Harvard indicated in court documents that it will seek dismissal of the suits by claiming immunity under the state’s uniform anatomical gift act.

The immunity clause in the law was designed to protect medical institutions and doctors in lawsuits involving organ donation, according to George Annas, director of the Center for Health Law, Ethics & Human Rights at Boston University. Because of the broad nature of the clause, which states that anyone acting “in good faith” shall not be liable, Harvard has a “good shot” at avoiding liability, he said.

“Certainly it doesn’t directly protect some guy in there stealing stuff,” Annas said. “But that’s more of a crime against the university — unless they negligently let him do that. That’s going to be the argument.”

Haggstrom called Harvard’s efforts to claim immunity and evade responsibility a disgrace.

“I signed papers to donate my mother's body to science,” Haggstrom said. “I did not sign a paper that said, hack my mother up and sell her for profit.”

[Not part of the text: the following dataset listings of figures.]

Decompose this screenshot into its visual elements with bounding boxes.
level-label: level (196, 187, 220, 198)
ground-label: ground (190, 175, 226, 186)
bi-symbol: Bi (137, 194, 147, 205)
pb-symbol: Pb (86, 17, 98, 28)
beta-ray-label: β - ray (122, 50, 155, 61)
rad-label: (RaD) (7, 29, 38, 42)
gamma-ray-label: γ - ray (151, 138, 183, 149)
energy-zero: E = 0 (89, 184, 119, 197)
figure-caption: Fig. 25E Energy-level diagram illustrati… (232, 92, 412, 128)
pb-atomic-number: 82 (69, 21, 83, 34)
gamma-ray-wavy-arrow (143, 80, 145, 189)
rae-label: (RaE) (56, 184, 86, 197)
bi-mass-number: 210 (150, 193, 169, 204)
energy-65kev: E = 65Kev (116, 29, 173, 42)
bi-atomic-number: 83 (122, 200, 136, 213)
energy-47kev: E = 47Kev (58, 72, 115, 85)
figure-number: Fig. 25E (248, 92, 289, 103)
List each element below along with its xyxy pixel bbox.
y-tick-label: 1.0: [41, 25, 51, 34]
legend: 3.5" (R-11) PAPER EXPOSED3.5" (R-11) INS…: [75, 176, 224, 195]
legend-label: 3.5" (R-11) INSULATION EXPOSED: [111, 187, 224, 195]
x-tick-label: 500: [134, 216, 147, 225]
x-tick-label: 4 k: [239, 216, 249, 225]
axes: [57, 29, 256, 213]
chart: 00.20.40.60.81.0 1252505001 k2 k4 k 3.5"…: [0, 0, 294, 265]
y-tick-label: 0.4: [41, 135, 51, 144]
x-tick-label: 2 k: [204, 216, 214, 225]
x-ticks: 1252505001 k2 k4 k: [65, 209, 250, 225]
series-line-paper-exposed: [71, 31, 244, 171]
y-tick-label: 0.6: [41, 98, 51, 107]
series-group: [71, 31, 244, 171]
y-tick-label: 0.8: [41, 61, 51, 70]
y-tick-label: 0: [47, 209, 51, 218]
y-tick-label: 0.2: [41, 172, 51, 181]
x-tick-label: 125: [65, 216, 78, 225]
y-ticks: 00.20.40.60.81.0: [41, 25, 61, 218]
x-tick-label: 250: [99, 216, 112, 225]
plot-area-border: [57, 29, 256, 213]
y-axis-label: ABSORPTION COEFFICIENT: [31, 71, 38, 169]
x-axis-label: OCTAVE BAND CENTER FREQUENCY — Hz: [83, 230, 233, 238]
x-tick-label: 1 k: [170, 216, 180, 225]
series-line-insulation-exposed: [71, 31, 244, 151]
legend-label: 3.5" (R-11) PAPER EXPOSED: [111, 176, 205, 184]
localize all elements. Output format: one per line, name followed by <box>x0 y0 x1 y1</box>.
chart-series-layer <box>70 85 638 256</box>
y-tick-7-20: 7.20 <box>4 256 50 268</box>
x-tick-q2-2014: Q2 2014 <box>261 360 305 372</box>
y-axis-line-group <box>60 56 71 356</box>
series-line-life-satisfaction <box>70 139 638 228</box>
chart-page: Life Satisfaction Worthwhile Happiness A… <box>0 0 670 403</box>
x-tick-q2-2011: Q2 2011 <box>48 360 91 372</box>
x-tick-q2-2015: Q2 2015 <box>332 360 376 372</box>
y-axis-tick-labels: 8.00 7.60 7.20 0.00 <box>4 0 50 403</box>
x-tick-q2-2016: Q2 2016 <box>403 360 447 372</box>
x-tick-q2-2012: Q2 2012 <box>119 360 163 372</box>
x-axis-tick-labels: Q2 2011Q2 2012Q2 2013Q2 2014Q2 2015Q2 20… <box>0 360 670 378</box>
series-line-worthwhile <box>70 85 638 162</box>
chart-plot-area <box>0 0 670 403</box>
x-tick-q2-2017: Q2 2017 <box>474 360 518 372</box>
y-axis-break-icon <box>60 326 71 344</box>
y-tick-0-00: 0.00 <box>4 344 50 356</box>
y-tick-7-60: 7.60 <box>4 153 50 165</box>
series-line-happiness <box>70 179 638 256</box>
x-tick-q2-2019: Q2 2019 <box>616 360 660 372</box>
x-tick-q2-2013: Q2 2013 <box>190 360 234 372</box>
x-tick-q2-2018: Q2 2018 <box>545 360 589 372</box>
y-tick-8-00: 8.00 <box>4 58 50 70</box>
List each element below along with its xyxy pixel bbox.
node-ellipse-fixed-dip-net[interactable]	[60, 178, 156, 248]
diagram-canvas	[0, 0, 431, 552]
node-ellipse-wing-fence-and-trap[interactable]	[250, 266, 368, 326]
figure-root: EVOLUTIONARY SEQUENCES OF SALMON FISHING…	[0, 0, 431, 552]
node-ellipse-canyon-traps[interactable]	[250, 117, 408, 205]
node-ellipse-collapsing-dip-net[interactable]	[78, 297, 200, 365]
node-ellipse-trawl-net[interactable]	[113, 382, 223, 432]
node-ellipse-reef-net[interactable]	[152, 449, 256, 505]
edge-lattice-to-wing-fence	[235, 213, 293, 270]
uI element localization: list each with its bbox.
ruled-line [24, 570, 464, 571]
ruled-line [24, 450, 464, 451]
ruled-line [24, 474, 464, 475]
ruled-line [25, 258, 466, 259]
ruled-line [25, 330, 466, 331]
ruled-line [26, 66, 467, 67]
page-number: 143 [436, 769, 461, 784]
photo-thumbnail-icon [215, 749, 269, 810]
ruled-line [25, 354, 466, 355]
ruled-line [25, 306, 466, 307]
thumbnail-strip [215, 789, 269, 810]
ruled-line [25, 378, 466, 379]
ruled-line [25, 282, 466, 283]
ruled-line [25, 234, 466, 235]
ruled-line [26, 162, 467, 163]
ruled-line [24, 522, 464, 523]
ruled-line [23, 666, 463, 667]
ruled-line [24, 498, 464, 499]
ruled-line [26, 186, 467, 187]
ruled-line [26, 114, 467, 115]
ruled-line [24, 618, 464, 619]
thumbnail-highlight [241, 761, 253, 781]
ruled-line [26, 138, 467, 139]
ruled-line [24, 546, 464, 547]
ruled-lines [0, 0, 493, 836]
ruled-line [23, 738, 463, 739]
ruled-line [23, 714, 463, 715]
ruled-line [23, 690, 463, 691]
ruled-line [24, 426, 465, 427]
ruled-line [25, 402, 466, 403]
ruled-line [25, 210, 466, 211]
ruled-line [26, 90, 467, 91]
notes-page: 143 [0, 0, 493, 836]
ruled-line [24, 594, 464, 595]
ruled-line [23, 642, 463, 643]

Lodge, along with his wife, Denise, pleaded not guilty last June in federal court in Pennsylvania to charges of conspiracy and interstate transport of stolen goods. Prosecutors allege Lodge allowed buyers to enter the morgue and essentially shop for parts: dissected faces, human skin, brains. He allegedly brought home other body parts to New Hampshire, where they were shipped through the mail to buyers across the country. Tens of thousands of dollars were exchanged.

Other alleged buyers, Katrina Mclean of Salem, Joshua Taylor of Pennsylvania and Matthew Lampi of Minnesota also have pleaded not guilty.

One dealer, Jeremy Pauley of Pennsylvania, pleaded guilty in federal court in September to conspiracy and transporting stolen property, admitting he knowingly bought and sold stolen remains from Harvard and a mortuary in Arkansas.

Related:

Headshot of Ally Jarmanning

Ally Jarmanning Senior Reporter
Ally is a senior reporter focused on criminal justice and police accountability.